Tax and transfer programs behave differently with respect to how they treat these three categories. For example, the EITC includes the male's income with the mother's when calculating benefits if the couple is married. When the couple cohabits, is unmarried, and the male is the father of the children in the household, the EITC includes only the income of the highest earning parent. In contrast, the Food Stamp program includes the cohabitating male's income whether they are married or not. The following analysis is designed to study the hypothetical scenario where a couple with two children is living together and chooses to adopt the relationship state that maximizes their total resources. (11) It is assumed throughout that the male works full-time at an $8/hour job.

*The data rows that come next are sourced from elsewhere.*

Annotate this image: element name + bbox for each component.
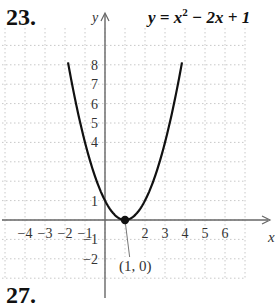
y-tick-label: 8 — [91, 58, 98, 73]
x-tick-label: 4 — [182, 226, 189, 241]
y-tick-label: 4 — [91, 135, 98, 150]
vertex-point — [121, 216, 129, 224]
x-tick-label: −3 — [38, 226, 53, 241]
y-tick-label: 5 — [91, 116, 98, 131]
vertex-leader-line — [125, 220, 130, 260]
y-axis-label: y — [90, 10, 99, 25]
y-tick-label: −2 — [83, 252, 98, 267]
vertex-label: (1, 0) — [119, 258, 152, 275]
y-tick-label: 6 — [91, 97, 98, 112]
x-tick-label: 2 — [142, 226, 149, 241]
next-problem-number: 27. — [6, 282, 36, 307]
y-tick-label: −1 — [83, 232, 98, 247]
x-axis-label: x — [267, 229, 275, 245]
x-tick-label: 3 — [162, 226, 169, 241]
x-tick-label: −4 — [18, 226, 33, 241]
y-tick-label: 7 — [91, 77, 98, 92]
x-tick-label: 6 — [222, 226, 229, 241]
y-tick-label: 1 — [91, 194, 98, 209]
x-tick-label: 5 — [202, 226, 209, 241]
x-tick-label: −2 — [58, 226, 73, 241]
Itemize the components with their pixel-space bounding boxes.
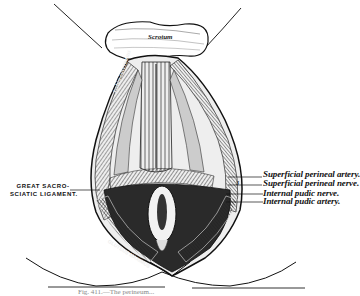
label-great-sacro-sciatic-ligament: GREAT SACRO- SCIATIC LIGAMENT. <box>10 182 76 198</box>
marker-3-label: 3 <box>236 180 239 186</box>
label-line-1: GREAT SACRO- <box>10 182 76 190</box>
scrotum-label: Scrotum <box>148 33 173 41</box>
label-superficial-perineal-nerve: Superficial perineal nerve. <box>263 178 359 188</box>
figure-caption: Fig. 411.—The perineum... <box>78 288 154 296</box>
label-line-2: SCIATIC LIGAMENT. <box>10 190 76 198</box>
label-internal-pudic-artery: Internal pudic artery. <box>263 196 340 206</box>
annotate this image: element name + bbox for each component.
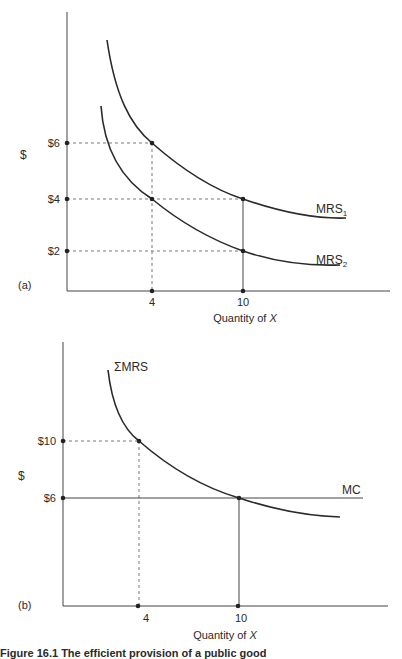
panel-b-y-label: $ — [18, 470, 25, 482]
panel-b-points — [61, 439, 242, 609]
figure-caption: Figure 16.1 The efficient provision of a… — [0, 647, 266, 659]
panel-a-xtick-4: 4 — [149, 297, 155, 308]
panel-a-y-label: $ — [20, 149, 27, 161]
panel-b-ytick-6: $6 — [28, 493, 56, 504]
mrs1-label: MRS1 — [316, 203, 347, 218]
panel-a-xtick-10: 10 — [237, 297, 249, 308]
panel-b-tag: (b) — [18, 600, 31, 611]
panel-b-x-label: Quantity of X — [193, 630, 257, 641]
panel-b-plot — [61, 342, 388, 608]
mc-label: MC — [342, 484, 361, 496]
panel-a-ytick-2: $2 — [34, 246, 60, 257]
mrs2-curve — [101, 106, 340, 265]
panel-a-tag: (a) — [18, 280, 31, 291]
panel-b-xtick-10: 10 — [235, 613, 247, 624]
panel-a-guides — [67, 143, 243, 291]
panel-b-ytick-10: $10 — [28, 436, 56, 447]
panel-a-points — [65, 141, 246, 294]
sum-mrs-label: ΣMRS — [114, 361, 148, 373]
panel-b-xtick-4: 4 — [143, 613, 149, 624]
mrs1-curve — [107, 40, 346, 218]
panel-b-guides — [63, 441, 139, 606]
panel-a-plot — [65, 12, 390, 293]
panel-a-x-label: Quantity of X — [213, 313, 277, 324]
panel-a-ytick-4: $4 — [34, 194, 60, 205]
mrs2-label: MRS2 — [316, 254, 347, 269]
panel-a-ytick-6: $6 — [34, 138, 60, 149]
sum-mrs-curve — [108, 370, 340, 517]
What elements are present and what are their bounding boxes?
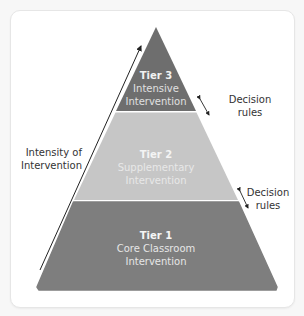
decision-rules-1-line2: rules bbox=[225, 106, 275, 119]
decision-rules-label-1: Decision rules bbox=[225, 93, 275, 119]
decision-rules-2-line2: rules bbox=[243, 199, 293, 212]
decision-rules-1-line1: Decision bbox=[225, 93, 275, 106]
tier3-label: Tier 3 Intensive Intervention bbox=[116, 69, 196, 108]
tier2-label: Tier 2 Supplementary Intervention bbox=[106, 148, 206, 187]
tier3-subtitle-line2: Intervention bbox=[116, 95, 196, 108]
decision-rules-2-line1: Decision bbox=[243, 186, 293, 199]
tier2-subtitle-line2: Intervention bbox=[106, 174, 206, 187]
tier2-subtitle-line1: Supplementary bbox=[106, 161, 206, 174]
tier3-subtitle-line1: Intensive bbox=[116, 82, 196, 95]
intensity-label-line1: Intensity of bbox=[12, 146, 82, 159]
tier3-title: Tier 3 bbox=[116, 69, 196, 82]
diagram-stage: Tier 3 Intensive Intervention Tier 2 Sup… bbox=[0, 0, 304, 316]
tier1-subtitle-line1: Core Classroom bbox=[96, 242, 216, 255]
tier2-title: Tier 2 bbox=[106, 148, 206, 161]
intensity-label: Intensity of Intervention bbox=[12, 146, 82, 172]
intensity-label-line2: Intervention bbox=[12, 159, 82, 172]
decision-arrow-icon-1 bbox=[200, 99, 209, 115]
tier1-label: Tier 1 Core Classroom Intervention bbox=[96, 229, 216, 268]
tier1-title: Tier 1 bbox=[96, 229, 216, 242]
decision-rules-label-2: Decision rules bbox=[243, 186, 293, 212]
tier1-subtitle-line2: Intervention bbox=[96, 255, 216, 268]
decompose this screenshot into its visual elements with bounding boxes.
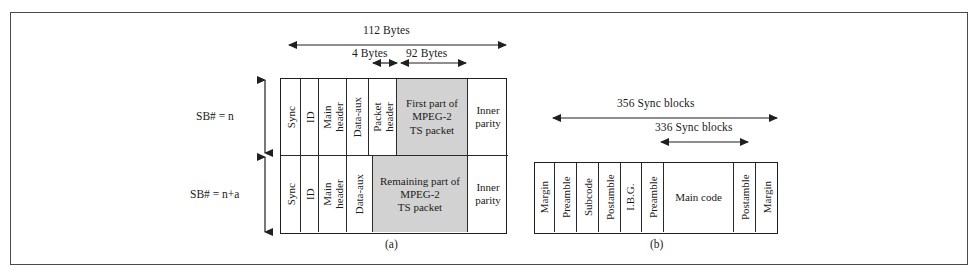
cell-first-part-mpeg2-ts-packet: First part ofMPEG-2TS packet [397,79,468,155]
cell-postamble-1: Postamble [599,163,621,232]
cell-label: Packetheader [370,102,394,131]
cell-label: I.B.G. [625,184,637,211]
cell-label: ID [303,111,315,123]
cell-label: First part ofMPEG-2TS packet [406,97,458,137]
cell-label: Subcode [581,178,593,216]
cell-inner-parity-top: Innerparity [468,79,508,155]
cell-inner-parity-bottom: Innerparity [468,156,508,232]
cell-preamble-2: Preamble [642,163,664,232]
cell-label: Data-aux [353,174,365,214]
row-label-sb-n: SB# = n [196,110,234,122]
cell-data-aux-bottom: Data-aux [347,156,373,232]
cell-margin-left: Margin [535,163,555,232]
cell-label: Sync [284,183,296,205]
cell-label: Main code [675,191,722,204]
cell-remaining-part-mpeg2-ts-packet: Remaining part ofMPEG-2TS packet [373,156,468,232]
cell-main-code: Main code [664,163,734,232]
cell-label: Innerparity [475,104,501,130]
cell-label: Innerparity [475,181,501,207]
cell-subcode: Subcode [577,163,599,232]
row-label-sb-n-plus-a: SB# = n+a [190,188,239,200]
track-format-table-b: Margin Preamble Subcode Postamble I.B.G.… [534,162,778,234]
dimension-label-356-sync-blocks: 356 Sync blocks [617,97,695,109]
cell-label: Remaining part ofMPEG-2TS packet [380,175,460,215]
caption-a: (a) [385,238,398,250]
cell-label: ID [303,189,315,201]
cell-margin-right: Margin [756,163,779,232]
cell-label: Preamble [646,177,658,219]
sync-block-table-a: Sync ID Mainheader Data-aux Packetheader… [280,78,507,234]
cell-packet-header-top: Packetheader [369,79,397,155]
cell-id-top: ID [301,79,319,155]
cell-data-aux-top: Data-aux [347,79,369,155]
cell-label: Mainheader [320,180,344,209]
cell-id-bottom: ID [301,156,319,232]
cell-label: Postamble [603,174,615,220]
cell-postamble-2: Postamble [734,163,756,232]
cell-sync-top: Sync [281,79,301,155]
cell-label: Postamble [738,174,750,220]
cell-main-header-bottom: Mainheader [319,156,347,232]
cell-label: Sync [284,106,296,128]
cell-label: Preamble [559,177,571,219]
caption-b: (b) [650,238,663,250]
dimension-label-92-bytes: 92 Bytes [406,47,447,59]
cell-sync-bottom: Sync [281,156,301,232]
dimension-label-336-sync-blocks: 336 Sync blocks [655,121,733,133]
dimension-label-4-bytes: 4 Bytes [352,47,388,59]
cell-preamble-1: Preamble [555,163,577,232]
cell-label: Data-aux [351,97,363,137]
cell-main-header-top: Mainheader [319,79,347,155]
dimension-label-112-bytes: 112 Bytes [363,24,410,36]
cell-label: Margin [538,181,550,213]
cell-ibg: I.B.G. [621,163,642,232]
cell-label: Margin [761,181,773,213]
cell-label: Mainheader [320,102,344,131]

Figure 4 represents the total resources available to the family in each of the three relationship states for the case where the children are placed in paid childcare when the mother works. Panel A reports total resources given no public assistance. When the father works full-time at an $8/hour job and the mother does not work at all, the income tax system generates a financial reward in favor of marriage: $1,198 per month in total resources versus $1,050 per month for the other two states. As the mother enters the workforce, family resources initially decrease for all three relationship states because work expenses (overwhelmingly childcare costs) are greater than earned income net of taxes. Family resources increase once the mother's earnings surpass the full-time employment/minimum-wage level. However, the greater participation in the labor market reduces the relative attractiveness of marriage, eventually producing a financial penalty for being married (the well known two-earners' "marriage penalty").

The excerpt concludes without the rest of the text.